Here's a good refresher article....
The glass-and-metal building that Solyndra began erecting alongside Interstate 880 in Fremont in September 2009 was something Silicon Valley hadn’t seen in years: a new factory.
It wasn’t just any factory. When it was completed at an estimated cost of $733 million, including proceeds from a $535 million U.S. loan guarantee, it covered 300,000 square feet, the equivalent of five football fields. It had robots that whistled Disney tunes, spa-like showers with liquid-crystal displays of the water temperature, and glass-walled conference rooms.
“The new building is like the Taj Mahal,” said John Pierce, 54, a San Jose resident who worked as a facilities manager at Solyndra.
We also found that the Department’s due diligence efforts were less than fully effective. At various points during the loan guarantee process, Solyndra officials provided certain information to the Department that, had it been considered more closely, would have cast doubt on the accuracy of certain of Solyndra’s prior representations. In these instances, the Department missed opportunities to detect and resolve indicators that portions of the data provided by Solyndra were unreliable. In the end, however, the actions of the Solyndra officials were at the heart of this matter, and they effectively undermined the Department’s efforts to manage the loan guarantee process. In so doing, they placed more than $500 million in U.S. taxpayers’ funds in jeopardy.
While not the focus of the investigation, we were mindful of the concerns that had been raised regarding possible political pressure applied in the Solyndra decision-making process. Employees acknowledged that they felt tremendous pressure, in general, to process loan guarantee applications. They suggested the pressure was based on the significant interest in the program from Department leadership, the Administration, Congress, and the applicants.
The Infrastructure Investment and Jobs Act, passed by a bipartisan vote last year is now being implemented by the good political drones at DOE. The IIJA gave DOE $2.5 Billion for its new Transmission Facilitation Program. The "program" makes available new loans, public-private partnerships where the government kicks in some of your money to fund for-profit merchant transmission, and capacity contracts for new merchant transmission. DOE seemed pretend surprised at a recent webinar that the only provision of the program that anyone is interested in is the capacity contracts.
The DOE has authority to sign capacity contracts with new transmission projects. The capacity contract will purchase room on the transmission project to transmit electricity, however DOE doesn't serve any electric customers and has no use for it. It will simply pay for something it will never use. This purchase is supposed to inspire others to also buy capacity on the transmission project. However, if these others had any use for the capacity, they could purchase it themselves without DOE involvement. The problem is that nobody wants to purchase capacity on speculative merchant transmission projects. DOE is likely to be the only "customer" propping up an unused and unneeded road to nowhere... through your backyard and productive agricultural property.
A merchant transmission project, first and foremost, must accept all financial risk for its unneeded, speculative project. There can be no captive customers. A successful merchant may negotiate rates with voluntary customers who may find its project useful. But what if nobody finds it useful? Then it fails, and the merchant loses his investment. But, not anymore.... the federal government is going to step in to financially prop it up using your money. This means we're going to suffer a lot more greedy merchants, stuffed egos with childish hairdos who belong to the elite political party in power. These new elite rulers will spend their capacity contract money however they like... ugly orange offices with pictures of dead rock stars, renovated fire houses, and a lavish lifestyle on a fat salary playing transmission make-believe.
Does all this make you furious? It should. Michael Skelly's next transmission brain fart will be perpetrated on your dime. Fortunately, you can tell DOE what you think about their new Transmission Facilitation Program during a public comment period that only runs until June 13. Submitting a comment is quick and easy using this online form (click the little blue "comment" box at the top). You can even make your comment anonymous.
Have at it, folks! Maybe Skelly's new robots will come programmed with a funeral dirge for his new ideas.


## Task to complete
Your output should be the lines from the one containing "Identify the location" through the end of the listing, exact and inclusive, with no pictures.

## Supplied records
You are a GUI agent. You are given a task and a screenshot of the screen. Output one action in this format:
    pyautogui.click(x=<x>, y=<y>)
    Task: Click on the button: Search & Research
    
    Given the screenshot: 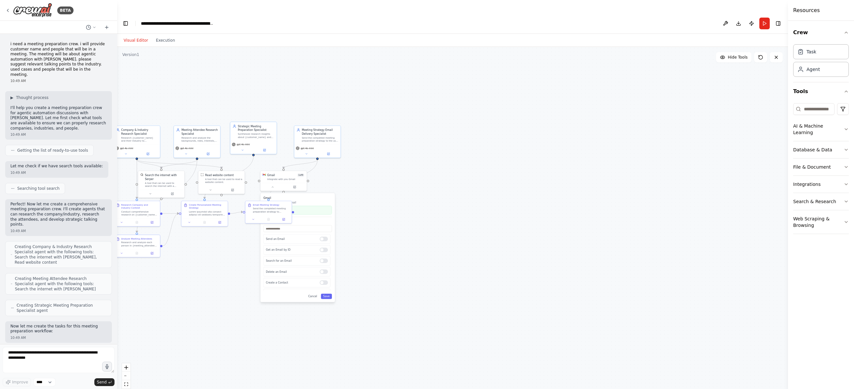 What is the action you would take?
    pyautogui.click(x=821, y=201)
    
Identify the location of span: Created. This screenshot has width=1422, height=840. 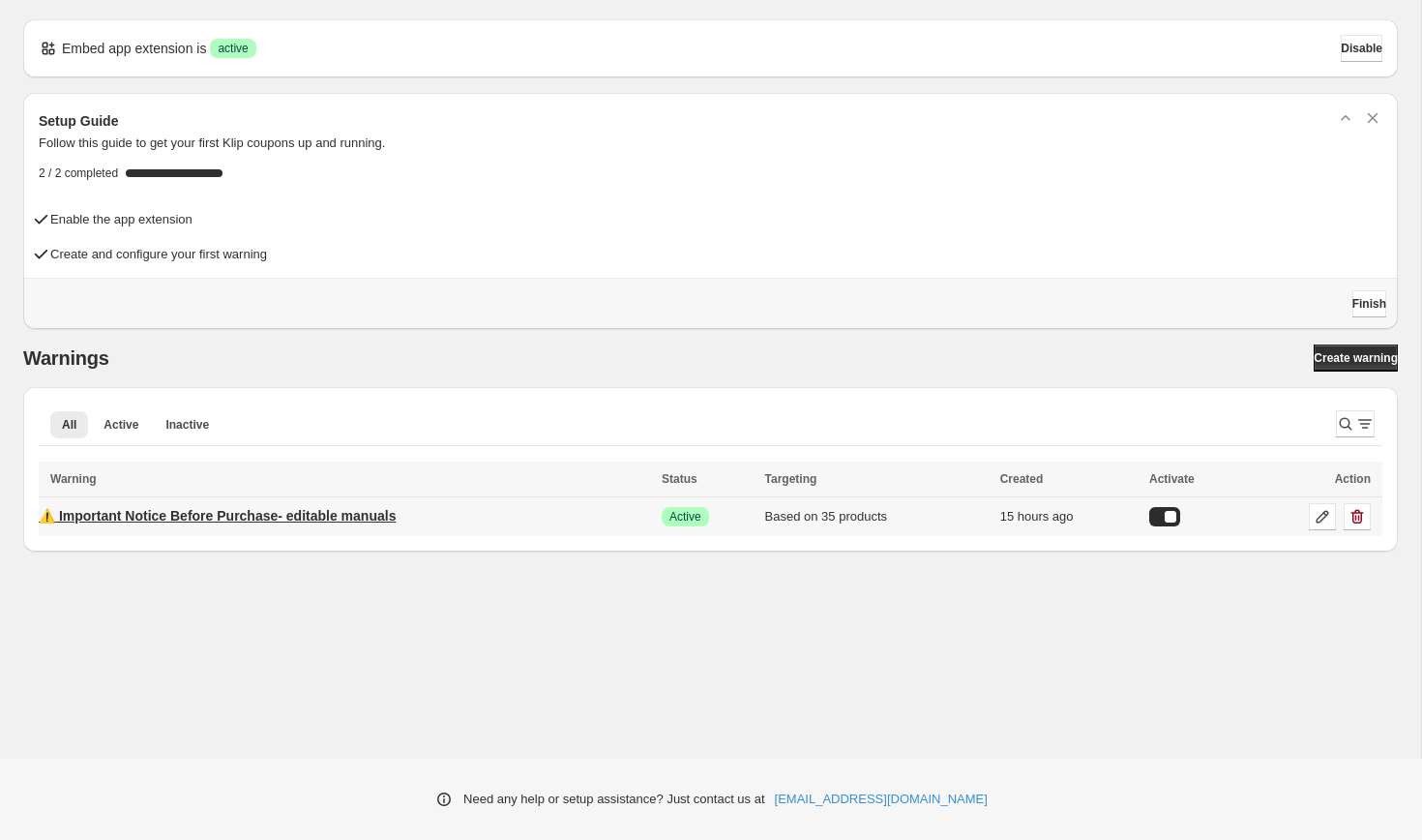
(1021, 479).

## Answer for this exercise
Identify the location of span: Created. This screenshot has width=1422, height=840. 
(1021, 479).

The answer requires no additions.